Selfie Week 32: Potius sero quam nunquam (Better late than never)

We’re a week into August. The big box stores have put up their Back To School displays. Heck, my parking permit for the fall quarter at Santa Rosa Junior College just showed up. The buckeye maples along River Road between Northwood golf course and Summer Crossing are starting to let a few harbinger leaves fall through the shafts of the golden, already-shifting, late afternoon sunlight. Let’s face it, today we are closer to the fall equinox (46 days) than we are to the summer solstice (47 days). Summer, my friends, is waning.

This year I feel like summer snuck up on me. Part of it is I decided not to plant a garden. The daily growth and weeding and picking and eventual die-back provide something of a visual calendar for the growing season stretching from late spring into the balmy Indian summer days. When the season opened I felt I didn’t have the time or money to plant this year, so I didn’t. I do miss it, though.

Another reason for distraction was preparing for – and going on – my summer roadtrip which I still haven’t written up. It’s coming, I promise. If for no other reason than to revisit the pictures and experiences. Ah, so much fun. If I could, I’d go again tomorrow. And look! It’s only supposed to be 111° on Death Valley’s floor tomorrow! Fall is even coming to the desert!

I know a lot of it missing summer is due to working six days a week, but that’s nothing new. And, realizing that’s nothing new? That’s a lot of what brings me here to this post.

Being busy isn’t new. In fact, it’s a pretty lousy excuse, all things considered. Don’t get me wrong, whenever I see those “Michelangelo only had 24 hours in a day. What’s your excuse?” posts I want to slap someone. This isn’t that. But it has been something of a wake-up call to enjoy the hell out of the season that’s left.

Potius sero quam nunquam. Better late than never.

I started Weight Watchers about a month ago and it’s been good so far. One of the things it’s pushed me to do is enjoy my outdoor workouts. The towel and swimsuit in the picture are a result of my fantastic workout in the river yesterday. In the spirit of saying something out loud gives it a better chance of coming true, I’m hoping to hit my other two favorite summer time workouts this week – the east ridge trail at Armstrong Woods, and the Howarth park/Spring Lake loop. Both feel so much a part of my Sonoma County life, and I’m grateful for the opportunity to use them to get into better shape. I went to the gym two weeks ago and genuinely felt a little guilty after I finished my workout and stepped out of the air conditioned building into the bright, hot sunlight. Fall and its shorter days are creeping closer with every day. When outdoor exercise after work becomes inevitably untenable, then I’ll return to the gym. Until then…

One of the interesting aspects of tracking my weight each week has been revisiting my spreadsheet. Back in 2005 Anna started tracking her weight and, in a move of solidarity, I followed suit. But I also realized it’s data! As such, I started logging it in a spreadsheet because of course I did. My relationship with my weight has varied since then from idle speculation to outright denial, and as such, the data points are far from regular. Back in that first year the line graph shows detailed, jagged resolution (oh yeah, of course I graphed it!) but there’s some years where I logged my weight exactly twice, and the line gracefully swoops from one point to the next. The line arcs upwards in late 2012, and by mid-2013 it crosses into heretofore uncharted weight territory and kept going up. This slope coincides, not coincidentally, with the first agonizing death throes of my marriage. The summit was reached late last year and my denial plateaued for a few months. I weighed myself at the beginning of the year and then left it until I joined Weight Watchers four weeks ago and I pleasantly discovered I managed to unwittingly engineer a rather precipitous drop — attributing it to excessive perspiration working in the sun on the weekend, I’ve taken to refer to this drop as “The Sweatening”. Over the last few weeks I’ve continued to lose in fits and starts, and it has been amusing to track the receding weight against its rise, like my weight is time traveling — two weeks ago I was weighing May 2015 and Monday I had reverted back to my birthday in 2014. Here’s hoping this Monday I’m weighing younger still.

Looking at my weight this way serves another purpose: it reinforces the idea that I didn’t put it on all at once, and it’s not going to come off all at once. But it’s starting. Maybe I had to learn something during that rise? I’m pretty confident I did. But the process has begun, and you know what? Better late than never.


▸ AIM OF THE EXERCISE
Where the records below show the word "start" in a line, please copy that line.

BEGIN DATA FOR PROCESSING

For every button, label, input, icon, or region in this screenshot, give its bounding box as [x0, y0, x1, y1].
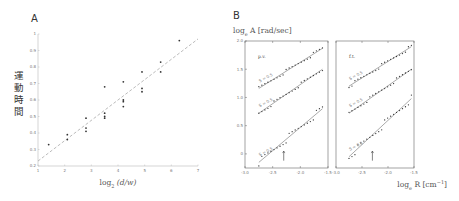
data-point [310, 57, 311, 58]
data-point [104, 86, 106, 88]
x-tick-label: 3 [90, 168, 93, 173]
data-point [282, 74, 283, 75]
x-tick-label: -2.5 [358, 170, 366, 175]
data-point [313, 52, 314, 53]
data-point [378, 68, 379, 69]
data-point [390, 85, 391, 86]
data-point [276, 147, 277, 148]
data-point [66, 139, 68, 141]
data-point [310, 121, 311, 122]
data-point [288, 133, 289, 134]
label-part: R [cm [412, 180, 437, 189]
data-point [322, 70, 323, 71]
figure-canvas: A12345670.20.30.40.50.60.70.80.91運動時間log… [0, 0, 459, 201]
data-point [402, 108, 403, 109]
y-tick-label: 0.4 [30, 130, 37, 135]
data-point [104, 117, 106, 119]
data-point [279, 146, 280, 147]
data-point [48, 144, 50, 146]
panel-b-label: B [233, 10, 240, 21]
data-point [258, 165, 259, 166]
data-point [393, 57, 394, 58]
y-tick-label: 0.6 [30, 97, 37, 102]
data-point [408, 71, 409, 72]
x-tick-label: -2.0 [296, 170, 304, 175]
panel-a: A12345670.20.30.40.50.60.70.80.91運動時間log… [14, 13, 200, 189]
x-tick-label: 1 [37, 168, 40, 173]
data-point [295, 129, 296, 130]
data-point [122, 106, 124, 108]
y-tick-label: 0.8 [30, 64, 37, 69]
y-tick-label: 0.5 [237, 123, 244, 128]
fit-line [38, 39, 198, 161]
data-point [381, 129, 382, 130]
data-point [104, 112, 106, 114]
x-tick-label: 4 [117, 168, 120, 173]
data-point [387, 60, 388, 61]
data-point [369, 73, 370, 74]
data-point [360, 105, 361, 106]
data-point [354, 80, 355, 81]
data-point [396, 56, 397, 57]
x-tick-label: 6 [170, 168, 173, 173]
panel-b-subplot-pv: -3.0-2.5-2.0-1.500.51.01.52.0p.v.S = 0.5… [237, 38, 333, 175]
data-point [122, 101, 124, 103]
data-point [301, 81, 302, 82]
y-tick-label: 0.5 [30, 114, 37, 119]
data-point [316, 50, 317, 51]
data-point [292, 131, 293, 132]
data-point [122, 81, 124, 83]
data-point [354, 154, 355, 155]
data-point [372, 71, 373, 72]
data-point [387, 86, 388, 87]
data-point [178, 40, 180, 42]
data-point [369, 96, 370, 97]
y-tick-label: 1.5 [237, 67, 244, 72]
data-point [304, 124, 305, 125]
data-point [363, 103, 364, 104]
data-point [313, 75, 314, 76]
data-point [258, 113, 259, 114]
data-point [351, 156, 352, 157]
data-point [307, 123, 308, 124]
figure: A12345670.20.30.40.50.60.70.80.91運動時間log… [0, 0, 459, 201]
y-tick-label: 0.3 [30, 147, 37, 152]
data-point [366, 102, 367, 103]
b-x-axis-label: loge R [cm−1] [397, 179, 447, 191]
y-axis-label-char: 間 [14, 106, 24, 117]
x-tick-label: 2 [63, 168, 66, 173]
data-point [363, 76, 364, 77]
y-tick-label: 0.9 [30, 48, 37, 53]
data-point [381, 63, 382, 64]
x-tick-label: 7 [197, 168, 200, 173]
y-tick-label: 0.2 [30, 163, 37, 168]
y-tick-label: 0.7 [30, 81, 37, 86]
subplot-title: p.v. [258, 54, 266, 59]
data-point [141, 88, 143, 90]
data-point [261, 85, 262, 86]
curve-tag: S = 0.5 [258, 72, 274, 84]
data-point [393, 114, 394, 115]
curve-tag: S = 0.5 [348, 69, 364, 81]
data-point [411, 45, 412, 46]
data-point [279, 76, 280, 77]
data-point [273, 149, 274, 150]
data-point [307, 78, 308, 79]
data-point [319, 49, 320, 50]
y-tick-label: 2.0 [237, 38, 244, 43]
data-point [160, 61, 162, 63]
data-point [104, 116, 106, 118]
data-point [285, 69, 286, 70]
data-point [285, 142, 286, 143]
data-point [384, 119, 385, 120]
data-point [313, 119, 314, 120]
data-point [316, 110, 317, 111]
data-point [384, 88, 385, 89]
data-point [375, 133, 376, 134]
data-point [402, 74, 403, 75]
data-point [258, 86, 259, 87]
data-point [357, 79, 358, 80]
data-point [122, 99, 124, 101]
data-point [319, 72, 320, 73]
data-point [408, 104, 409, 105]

END DATA FOR PROCESSING
BEGIN DATA FOR PROCESSING

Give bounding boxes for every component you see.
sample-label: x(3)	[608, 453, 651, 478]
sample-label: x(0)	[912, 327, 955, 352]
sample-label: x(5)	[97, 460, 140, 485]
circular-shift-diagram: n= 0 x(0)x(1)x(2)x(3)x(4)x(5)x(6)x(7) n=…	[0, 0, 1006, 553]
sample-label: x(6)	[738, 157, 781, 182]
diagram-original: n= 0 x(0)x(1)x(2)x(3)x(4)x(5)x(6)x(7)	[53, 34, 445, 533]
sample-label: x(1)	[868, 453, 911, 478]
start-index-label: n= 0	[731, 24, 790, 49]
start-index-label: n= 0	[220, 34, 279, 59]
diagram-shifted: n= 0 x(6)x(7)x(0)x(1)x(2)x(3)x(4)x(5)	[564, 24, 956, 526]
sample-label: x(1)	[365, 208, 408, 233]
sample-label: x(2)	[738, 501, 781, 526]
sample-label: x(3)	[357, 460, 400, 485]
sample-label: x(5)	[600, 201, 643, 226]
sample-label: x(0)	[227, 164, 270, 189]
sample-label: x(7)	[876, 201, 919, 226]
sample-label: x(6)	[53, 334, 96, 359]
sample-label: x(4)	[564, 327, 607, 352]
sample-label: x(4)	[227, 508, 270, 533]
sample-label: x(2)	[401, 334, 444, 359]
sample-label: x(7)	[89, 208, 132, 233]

END DATA FOR PROCESSING

▸ RESPONSE BELOW
start-index-label: n= 0	[731, 24, 790, 49]
start-index-label: n= 0	[220, 34, 279, 59]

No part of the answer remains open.